What the Pattern Tells Us

Every shortage follows the same arc: Trigger → 2–6 month acute phase (empty shelves, peak prices) → 6–18 month recovery (prices declining, availability improving) → return to baseline (but often at a new, slightly higher floor than before).

Prices never return to the exact previous low. Each cycle resets the floor slightly higher. 9mm was $0.13–$0.15/round in 2017. After COVID, the "new normal" settled around $0.20–$0.22. After the 2025–2026 tariffs, the new floor will likely be $0.22–$0.25.

The smart play is always the same: Don't panic-buy at peak prices. Don't hoard beyond what you'll actually shoot. Buy steadily at normal prices and build a reasonable reserve (500–1,000 rounds of your primary caliber) so you never feel forced to buy at a peak.

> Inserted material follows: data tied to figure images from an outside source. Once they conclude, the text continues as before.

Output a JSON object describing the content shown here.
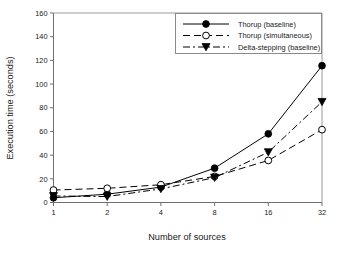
{
  "chart_data": {
    "type": "line",
    "title": "",
    "xlabel": "Number of sources",
    "ylabel": "Execution time (seconds)",
    "x": [
      1,
      2,
      4,
      8,
      16,
      32
    ],
    "xtick_labels": [
      "1",
      "2",
      "4",
      "8",
      "16",
      "32"
    ],
    "ytick_labels": [
      "0",
      "20",
      "40",
      "60",
      "80",
      "100",
      "120",
      "140",
      "160"
    ],
    "yticks": [
      0,
      20,
      40,
      60,
      80,
      100,
      120,
      140,
      160
    ],
    "ylim": [
      0,
      160
    ],
    "xlim": [
      1,
      32
    ],
    "xscale": "log2",
    "grid": false,
    "legend_position": "top-right",
    "series": [
      {
        "name": "Thorup (baseline)",
        "marker": "filled-circle",
        "linestyle": "solid",
        "values": [
          4,
          7,
          13,
          29,
          58,
          115.5
        ]
      },
      {
        "name": "Thorup (simultaneous)",
        "marker": "open-circle",
        "linestyle": "dashed",
        "values": [
          10.5,
          12,
          15,
          22,
          35.5,
          61.5
        ]
      },
      {
        "name": "Delta-stepping (baseline)",
        "marker": "filled-triangle-down",
        "linestyle": "dash-dot",
        "values": [
          5.5,
          5,
          11.5,
          21,
          42.5,
          85
        ]
      }
    ]
  },
  "axes": {
    "x_title": "Number of sources",
    "y_title": "Execution time (seconds)"
  },
  "legend": {
    "entries": [
      {
        "label": "Thorup (baseline)"
      },
      {
        "label": "Thorup (simultaneous)"
      },
      {
        "label": "Delta-stepping (baseline)"
      }
    ]
  },
  "colors": {
    "ink": "#000000",
    "axis": "#6f6f6f",
    "legend_border": "#8a8a8a",
    "background": "#ffffff"
  }
}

Is 2026 a Shortage or Just Expensive?

It's expensive, not scarce. Ammo is available at every major online retailer. Shelves at local shops have stock. The issue is price, driven by tariffs and manufacturer increases — not supply chain breakdown or panic buying. This means prices will remain elevated but won't spike to 2021 levels unless a new political trigger (election year, legislation) adds demand-side panic on top of the cost-push inflation.

The variable to watch: the 2026 midterm elections. Historically, election years spike ammo demand 200–400%. If political uncertainty combines with already-elevated tariff pricing, we could see another buying surge in the fall. Build your reserve now while it's just expensive, not expensive and scarce.